Michigan Marijuana Farm Expands Into Southern Colorado
Grasshopper Farms has opened a 48-acre farm with 3,000 pants in Pueblo. According to the company, jobs will be staffed by local workers.
Grasshopper Farms has opened a 48-acre farm with 3,000 pants in Pueblo. According to the company, jobs will be staffed by local workers.
“These are things I can’t help but be. I’m short and I like to get stoned.”
The project turned into a “summer camp for artists” in Denver.
“Why is it so hard to find my usual flower or rosin makers in smaller towns?”
The group has its eyes on the 2024 election.
It will leave you flatter than the girl in that early 2000s anti-pot ad.
“When Oprah comes on and supports it, that makes it even easier.”
Ah, generational divide.
This is the eleventh recall in less than three months to hit Colorado, according to the Marijuana Enforcement Division.
Denver is Colorado’s cannabis capital, but nearly every ambitious grower and hash maker is trying to get inside a small dispensary in Boulder.
“It just changes the dynamic when you’re in a room with somebody [or] you’re in a huddle with somebody…”
“I’ve been killing it as a budtender, but only approached it as a job to pay bills during school. Now our VP wants me to become a manager, which looks like a stressful job.”
“The idea that he and I are together is bit of magic.”
Cake Crasher’s buttercream buds are equal parts rich and gassy.
Dante’s Inferno, Point Break and Rotten Rozay are just a few popular strains that are relatively new to Denver, but don’t sleep on the classics.
Thanks to a talented growing operation, Meraki, Sour Diesel is no longer confined to our memories.
It’s midway through a Pineapple Express screening, and 200 cross joints filled with Colorado cannabis are handed out to a crowd of Denver viewers. Welcome to a Stoner Cinema Pop-Up show.
Finding dispensaries around Denver with great house weed isn’t hard, but growing cannabis and retail sales are more separated than ever before.
Here’s what to expect from the “biggest psychedelics conference history by a landslide” that’s coming to town next week.
Both medical and recreational marijuana harvests were included in the recall, which stretches back to February.
This was made to cool users down on a hot summer day…if Denver ever gets one.
A Native Roots store won’t be opening in northwest Denver after opposition from residents and a council rep.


> _Exercise requirements_
Only the text carries over: repeat the records exactly and drop the images.

> _Input for this task_
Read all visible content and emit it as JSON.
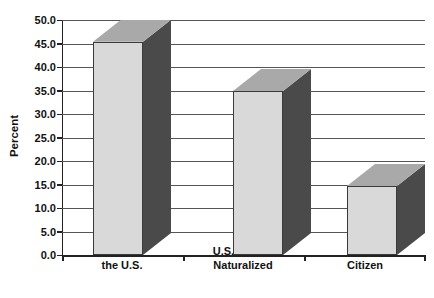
{
  "chart_data": {
    "type": "bar",
    "title": "",
    "subtitle": "",
    "xlabel": "",
    "ylabel": "Percent",
    "categories": [
      "Born in the U.S.",
      "U.S. Citizen Naturalized",
      "Not a Citizen"
    ],
    "category_lines": [
      [
        "Born in",
        "the U.S."
      ],
      [
        "U.S. Citizen",
        "Naturalized"
      ],
      [
        "Not a",
        "Citizen"
      ]
    ],
    "values": [
      45.4,
      34.9,
      14.7
    ],
    "ylim": [
      0.0,
      50.0
    ],
    "ytick_step": 5.0,
    "ytick_labels": [
      "50.0",
      "45.0",
      "40.0",
      "35.0",
      "30.0",
      "25.0",
      "20.0",
      "15.0",
      "10.0",
      "5.0",
      "0.0"
    ],
    "ytick_values": [
      50.0,
      45.0,
      40.0,
      35.0,
      30.0,
      25.0,
      20.0,
      15.0,
      10.0,
      5.0,
      0.0
    ],
    "grid": true,
    "legend": "none",
    "style": "3d-column",
    "colors": {
      "bar_front": "#d9d9d9",
      "bar_side": "#4a4a4a",
      "bar_top": "#a9a9a9",
      "bar_edge": "#3a3a3a",
      "grid": "#555555",
      "axis": "#222222",
      "text": "#111111",
      "background": "#ffffff"
    }
  }
}
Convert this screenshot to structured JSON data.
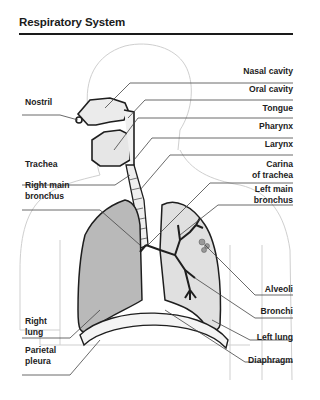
{
  "title": "Respiratory System",
  "colors": {
    "right_lung": "#b9b9b9",
    "left_lung": "#e0e0e0",
    "outline": "#1e1e1e",
    "body_outline": "#c8c8c8",
    "leader_line": "#444444"
  },
  "labels_right": [
    {
      "id": "nasal-cavity",
      "text": "Nasal cavity"
    },
    {
      "id": "oral-cavity",
      "text": "Oral cavity"
    },
    {
      "id": "tongue",
      "text": "Tongue"
    },
    {
      "id": "pharynx",
      "text": "Pharynx"
    },
    {
      "id": "larynx",
      "text": "Larynx"
    },
    {
      "id": "carina",
      "text": "Carina",
      "text2": "of trachea"
    },
    {
      "id": "left-main-bronchus",
      "text": "Left main",
      "text2": "bronchus"
    },
    {
      "id": "alveoli",
      "text": "Alveoli"
    },
    {
      "id": "bronchi",
      "text": "Bronchi"
    },
    {
      "id": "left-lung",
      "text": "Left lung"
    },
    {
      "id": "diaphragm",
      "text": "Diaphragm"
    }
  ],
  "labels_left": [
    {
      "id": "nostril",
      "text": "Nostril"
    },
    {
      "id": "trachea",
      "text": "Trachea"
    },
    {
      "id": "right-main-bronchus",
      "text": "Right main",
      "text2": "bronchus"
    },
    {
      "id": "right-lung",
      "text": "Right",
      "text2": "lung"
    },
    {
      "id": "parietal-pleura",
      "text": "Parietal",
      "text2": "pleura"
    }
  ]
}
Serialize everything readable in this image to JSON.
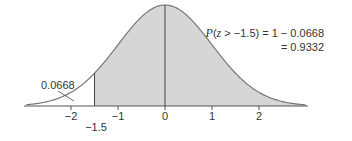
{
  "chart_data": {
    "type": "area",
    "title": "",
    "xlabel": "",
    "ylabel": "",
    "xlim": [
      -2.95,
      3.0
    ],
    "x_ticks": [
      -2,
      -1,
      0,
      1,
      2
    ],
    "x_tick_labels": [
      "−2",
      "−1",
      "0",
      "1",
      "2"
    ],
    "extra_tick_label": "−1.5",
    "shaded_region": {
      "from": -1.5,
      "to": 3.0,
      "color": "#d6d6d6"
    },
    "vertical_lines": [
      -1.5,
      0
    ],
    "curve_color": "#777777",
    "left_tail_area": "0.0668",
    "annotation_line1_prefix": "P(",
    "annotation_line1_var": "z",
    "annotation_line1_rest": " > −1.5) = 1 − 0.0668",
    "annotation_line2": "= 0.9332",
    "grid": false
  }
}
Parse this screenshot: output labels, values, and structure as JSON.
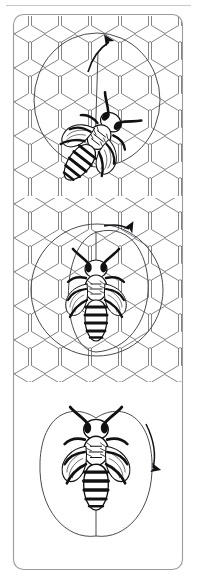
{
  "figure": {
    "background_color": "#ffffff",
    "ink_color": "#1a1a1a",
    "comb_line_color": "#6e6e73",
    "path_line_color": "#4a4a4f",
    "frame_color": "#9a9a9f",
    "width": 197,
    "height": 578
  },
  "top_rule": {
    "name": "top-hairline",
    "y": 5,
    "x1": 6,
    "x2": 191,
    "color": "#c9c9cd"
  },
  "frame": {
    "name": "illustration-frame",
    "x": 13,
    "y": 14,
    "width": 170,
    "height": 556,
    "corner_radius": 10,
    "stroke_width": 1
  },
  "panels": [
    {
      "id": "panel-1",
      "label": "Waggle run tilted from vertical",
      "order": 1,
      "y_top": 16,
      "y_bottom": 196,
      "has_honeycomb": true,
      "bee": {
        "name": "bee-tilted",
        "center_x": 93,
        "center_y": 145,
        "rotation_deg": 38,
        "scale": 1.0,
        "orientation": "head up-right, abdomen down-left"
      },
      "dance_path": {
        "type": "ellipse-loop",
        "center_x": 97,
        "center_y": 100,
        "radius_x": 63,
        "radius_y": 67,
        "rotation_deg": 0
      },
      "waggle_run": {
        "type": "straight-line",
        "x1": 95,
        "y1": 145,
        "x2": 99,
        "y2": 46,
        "arrow": "up",
        "arrow_x": 107,
        "arrow_y": 44
      }
    },
    {
      "id": "panel-2",
      "label": "Waggle run straight up with return loop",
      "order": 2,
      "y_top": 200,
      "y_bottom": 380,
      "has_honeycomb": true,
      "bee": {
        "name": "bee-upright",
        "center_x": 96,
        "center_y": 298,
        "rotation_deg": 0,
        "scale": 1.0,
        "orientation": "head up, abdomen down"
      },
      "dance_path": {
        "type": "ellipse-loop",
        "center_x": 97,
        "center_y": 290,
        "radius_x": 66,
        "radius_y": 66,
        "rotation_deg": 0
      },
      "return_loop": {
        "type": "inner-right-loop",
        "center_x": 118,
        "center_y": 288,
        "radius_x": 38,
        "radius_y": 58
      },
      "waggle_run": {
        "type": "straight-line",
        "x1": 96,
        "y1": 300,
        "x2": 96,
        "y2": 228,
        "arrow": "right",
        "arrow_x": 131,
        "arrow_y": 230
      }
    },
    {
      "id": "panel-3",
      "label": "Complete figure-eight dance circuit",
      "order": 3,
      "y_top": 392,
      "y_bottom": 566,
      "has_honeycomb": false,
      "bee": {
        "name": "bee-upright-large",
        "center_x": 96,
        "center_y": 462,
        "rotation_deg": 0,
        "scale": 1.12,
        "orientation": "head up, abdomen down"
      },
      "dance_path": {
        "type": "figure-eight",
        "left_lobe": {
          "center_x": 71,
          "center_y": 470,
          "radius_x": 33,
          "radius_y": 63
        },
        "right_lobe": {
          "center_x": 122,
          "center_y": 470,
          "radius_x": 33,
          "radius_y": 63
        }
      },
      "waggle_run": {
        "type": "straight-line",
        "x1": 96,
        "y1": 488,
        "x2": 96,
        "y2": 535,
        "arrow": "down",
        "arrow_x": 152,
        "arrow_y": 470
      }
    }
  ],
  "honeycomb": {
    "name": "honeycomb-background",
    "cell_width": 30,
    "cell_height": 34,
    "orientation": "pointy-top",
    "regions": [
      {
        "panel": "panel-1",
        "y_top": 16,
        "y_bottom": 196
      },
      {
        "panel": "panel-2",
        "y_top": 198,
        "y_bottom": 382
      }
    ]
  },
  "arrows": [
    {
      "name": "arrow-panel-1",
      "panel": "panel-1",
      "direction": "up",
      "x": 107,
      "y": 44
    },
    {
      "name": "arrow-panel-2",
      "panel": "panel-2",
      "direction": "right",
      "x": 131,
      "y": 230
    },
    {
      "name": "arrow-panel-3",
      "panel": "panel-3",
      "direction": "down",
      "x": 152,
      "y": 470
    }
  ]
}
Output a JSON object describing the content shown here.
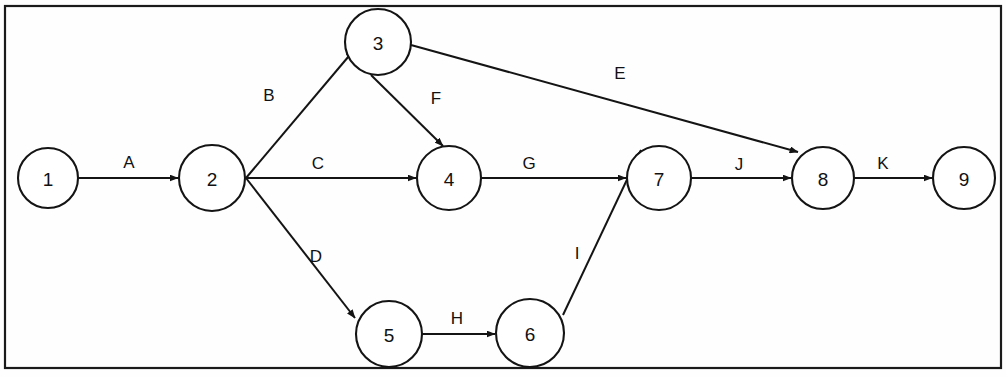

> _Exercise solution_
Read all visible content and emit it as JSON.
{
  "chart_data": {
    "type": "bar",
    "title": "",
    "subtitle": "",
    "xlabel": "",
    "ylabel": "Percent",
    "categories": [
      "Born in the U.S.",
      "U.S. Citizen Naturalized",
      "Not a Citizen"
    ],
    "category_lines": [
      [
        "Born in",
        "the U.S."
      ],
      [
        "U.S. Citizen",
        "Naturalized"
      ],
      [
        "Not a",
        "Citizen"
      ]
    ],
    "values": [
      45.4,
      34.9,
      14.7
    ],
    "ylim": [
      0.0,
      50.0
    ],
    "ytick_step": 5.0,
    "ytick_labels": [
      "50.0",
      "45.0",
      "40.0",
      "35.0",
      "30.0",
      "25.0",
      "20.0",
      "15.0",
      "10.0",
      "5.0",
      "0.0"
    ],
    "ytick_values": [
      50.0,
      45.0,
      40.0,
      35.0,
      30.0,
      25.0,
      20.0,
      15.0,
      10.0,
      5.0,
      0.0
    ],
    "grid": true,
    "legend": "none",
    "style": "3d-column",
    "colors": {
      "bar_front": "#d9d9d9",
      "bar_side": "#4a4a4a",
      "bar_top": "#a9a9a9",
      "bar_edge": "#3a3a3a",
      "grid": "#555555",
      "axis": "#222222",
      "text": "#111111",
      "background": "#ffffff"
    }
  }
}
Convert this screenshot to structured JSON data.
{
  "title": "Respiratory System",
  "colors": {
    "right_lung": "#b9b9b9",
    "left_lung": "#e0e0e0",
    "outline": "#1e1e1e",
    "body_outline": "#c8c8c8",
    "leader_line": "#444444"
  },
  "labels_right": [
    {
      "id": "nasal-cavity",
      "text": "Nasal cavity"
    },
    {
      "id": "oral-cavity",
      "text": "Oral cavity"
    },
    {
      "id": "tongue",
      "text": "Tongue"
    },
    {
      "id": "pharynx",
      "text": "Pharynx"
    },
    {
      "id": "larynx",
      "text": "Larynx"
    },
    {
      "id": "carina",
      "text": "Carina",
      "text2": "of trachea"
    },
    {
      "id": "left-main-bronchus",
      "text": "Left main",
      "text2": "bronchus"
    },
    {
      "id": "alveoli",
      "text": "Alveoli"
    },
    {
      "id": "bronchi",
      "text": "Bronchi"
    },
    {
      "id": "left-lung",
      "text": "Left lung"
    },
    {
      "id": "diaphragm",
      "text": "Diaphragm"
    }
  ],
  "labels_left": [
    {
      "id": "nostril",
      "text": "Nostril"
    },
    {
      "id": "trachea",
      "text": "Trachea"
    },
    {
      "id": "right-main-bronchus",
      "text": "Right main",
      "text2": "bronchus"
    },
    {
      "id": "right-lung",
      "text": "Right",
      "text2": "lung"
    },
    {
      "id": "parietal-pleura",
      "text": "Parietal",
      "text2": "pleura"
    }
  ]
}
Serialize everything readable in this image to JSON.
{
  "chart_data": {
    "type": "area",
    "title": "",
    "xlabel": "",
    "ylabel": "",
    "xlim": [
      -2.95,
      3.0
    ],
    "x_ticks": [
      -2,
      -1,
      0,
      1,
      2
    ],
    "x_tick_labels": [
      "−2",
      "−1",
      "0",
      "1",
      "2"
    ],
    "extra_tick_label": "−1.5",
    "shaded_region": {
      "from": -1.5,
      "to": 3.0,
      "color": "#d6d6d6"
    },
    "vertical_lines": [
      -1.5,
      0
    ],
    "curve_color": "#777777",
    "left_tail_area": "0.0668",
    "annotation_line1_prefix": "P(",
    "annotation_line1_var": "z",
    "annotation_line1_rest": " > −1.5) = 1 − 0.0668",
    "annotation_line2": "= 0.9332",
    "grid": false
  }
}
Parse this screenshot: output labels, values, and structure as JSON.
{
  "figure": {
    "background_color": "#ffffff",
    "ink_color": "#1a1a1a",
    "comb_line_color": "#6e6e73",
    "path_line_color": "#4a4a4f",
    "frame_color": "#9a9a9f",
    "width": 197,
    "height": 578
  },
  "top_rule": {
    "name": "top-hairline",
    "y": 5,
    "x1": 6,
    "x2": 191,
    "color": "#c9c9cd"
  },
  "frame": {
    "name": "illustration-frame",
    "x": 13,
    "y": 14,
    "width": 170,
    "height": 556,
    "corner_radius": 10,
    "stroke_width": 1
  },
  "panels": [
    {
      "id": "panel-1",
      "label": "Waggle run tilted from vertical",
      "order": 1,
      "y_top": 16,
      "y_bottom": 196,
      "has_honeycomb": true,
      "bee": {
        "name": "bee-tilted",
        "center_x": 93,
        "center_y": 145,
        "rotation_deg": 38,
        "scale": 1.0,
        "orientation": "head up-right, abdomen down-left"
      },
      "dance_path": {
        "type": "ellipse-loop",
        "center_x": 97,
        "center_y": 100,
        "radius_x": 63,
        "radius_y": 67,
        "rotation_deg": 0
      },
      "waggle_run": {
        "type": "straight-line",
        "x1": 95,
        "y1": 145,
        "x2": 99,
        "y2": 46,
        "arrow": "up",
        "arrow_x": 107,
        "arrow_y": 44
      }
    },
    {
      "id": "panel-2",
      "label": "Waggle run straight up with return loop",
      "order": 2,
      "y_top": 200,
      "y_bottom": 380,
      "has_honeycomb": true,
      "bee": {
        "name": "bee-upright",
        "center_x": 96,
        "center_y": 298,
        "rotation_deg": 0,
        "scale": 1.0,
        "orientation": "head up, abdomen down"
      },
      "dance_path": {
        "type": "ellipse-loop",
        "center_x": 97,
        "center_y": 290,
        "radius_x": 66,
        "radius_y": 66,
        "rotation_deg": 0
      },
      "return_loop": {
        "type": "inner-right-loop",
        "center_x": 118,
        "center_y": 288,
        "radius_x": 38,
        "radius_y": 58
      },
      "waggle_run": {
        "type": "straight-line",
        "x1": 96,
        "y1": 300,
        "x2": 96,
        "y2": 228,
        "arrow": "right",
        "arrow_x": 131,
        "arrow_y": 230
      }
    },
    {
      "id": "panel-3",
      "label": "Complete figure-eight dance circuit",
      "order": 3,
      "y_top": 392,
      "y_bottom": 566,
      "has_honeycomb": false,
      "bee": {
        "name": "bee-upright-large",
        "center_x": 96,
        "center_y": 462,
        "rotation_deg": 0,
        "scale": 1.12,
        "orientation": "head up, abdomen down"
      },
      "dance_path": {
        "type": "figure-eight",
        "left_lobe": {
          "center_x": 71,
          "center_y": 470,
          "radius_x": 33,
          "radius_y": 63
        },
        "right_lobe": {
          "center_x": 122,
          "center_y": 470,
          "radius_x": 33,
          "radius_y": 63
        }
      },
      "waggle_run": {
        "type": "straight-line",
        "x1": 96,
        "y1": 488,
        "x2": 96,
        "y2": 535,
        "arrow": "down",
        "arrow_x": 152,
        "arrow_y": 470
      }
    }
  ],
  "honeycomb": {
    "name": "honeycomb-background",
    "cell_width": 30,
    "cell_height": 34,
    "orientation": "pointy-top",
    "regions": [
      {
        "panel": "panel-1",
        "y_top": 16,
        "y_bottom": 196
      },
      {
        "panel": "panel-2",
        "y_top": 198,
        "y_bottom": 382
      }
    ]
  },
  "arrows": [
    {
      "name": "arrow-panel-1",
      "panel": "panel-1",
      "direction": "up",
      "x": 107,
      "y": 44
    },
    {
      "name": "arrow-panel-2",
      "panel": "panel-2",
      "direction": "right",
      "x": 131,
      "y": 230
    },
    {
      "name": "arrow-panel-3",
      "panel": "panel-3",
      "direction": "down",
      "x": 152,
      "y": 470
    }
  ]
}
Output a JSON object describing the content shown here.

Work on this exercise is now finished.